BrendanClay wrote:
While a little over four years old, I have found my MacBook Pro (13-inch, 2020, Four Thunderbolt 3 ports) to be showing its age—particularly in the absence of intensive usage.
That's an Intel model. There is an upper limit to the performance that it will ever reach. It's never going to be Apple Silicon. But it should be among the fastest Intel machines that Apple ever made.
The fans often run hot and fast, particularly when connected to my 27" ViewFinity S90PC 5K Monitor, with the clamshell open or closed.
It is always best to generate an EtreCheck report while the computer is behaving poorly or shortly thereafter.
The fans themselves have no meaning. They are just a symptom of some other problem. In this case, the external display is most likely a separate problem. What's important is not the 4 Thunderbolt ports. It's the lack of native HDMI. You have to use an adapter. Those adapters can sometimes trigger a low-level hardware fault that puts the system into "emergency" mode where it throttles the CPU, runs the fans at full blast, and drains the battery in a few minutes. So if you want to investigate this problem, I recommend keeping the external display disconnected while you investigate problem #1. Otherwise, it will be difficult to distinguish between them.
(For context, in my day-to-day, I generally run Brave browser, Notion, Slack, Google Calendar, etc.)
That's a lot of 3rd party apps. Google assumes that you are running Chrome - and absolutely nothing else. It would prefer to take over your entire machine. Google considers macOS to be simply a "Chrome launcher".
For what it's worth, I try to run Onyx at regular intervals and well as 'Sensei' which allows me to monitor startup/login items, etc..
You don't need to do any maintenance. The operating system does that automatically unless you've installed certain 3rd party tools that can break that functionality.
I've never heard of "Sensei" and I don't know why you would need it. Since macOS Ventura (you have Sonoma, which is even more recent), Apple has added extensive nag notifications for any kind of system modification. I can't imagine anyone wanting more of that.
Is this Apple's roundabout way of pushing me into the purchase of a Silicon-chipped upgrade?
They're really nice computers. But to get the best experience, I strongly recommend getting your current system in order first. Otherwise, these kinds of problems can be even worse on Apple Silicon.
"EtreCheck report shows poor performance. This is unusual."
(Ambiguous much?)
Seems pretty specific to me, but then I'm biased. 😄
But hey... maybe there is something here that is actionable.
Alas, not too much.
There are two basic ways that EtreCheck measures performance - hard drive speed and overall runtime.

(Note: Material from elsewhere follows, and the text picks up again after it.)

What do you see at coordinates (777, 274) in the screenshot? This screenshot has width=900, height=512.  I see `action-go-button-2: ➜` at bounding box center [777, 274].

Your hard drive speeds are pretty good. Recent Mac computers have crazy fast SSDs. Now that fusion drives are finally gone, there should be no more hard drive problems other than those that are self-imposed. While Apple always improves SSD performance every year, at this time, SSD performance is more or less the same on recent Intel and Apple Silicon computers. You're not missing much here with Intel.
However, your file system performance is suspiciously poor. 30 seconds is OK, for a mechanical hard drive. A modern SSD should be 15 seconds or less.
The other way that EtreCheck measures performance is with overall runtime. Over the years, it seems that well-running computers tend to generate an EtreCheck report in 3 minute or less. So I codified that into the app itself, and tried my best to keep the value stable. Your runtime was almost 14 minutes. I wouldn't be surprised to see that on a base model 2015 iMac with a failing Fusion Drive. But your computer should generating the report in well under 3 minutes.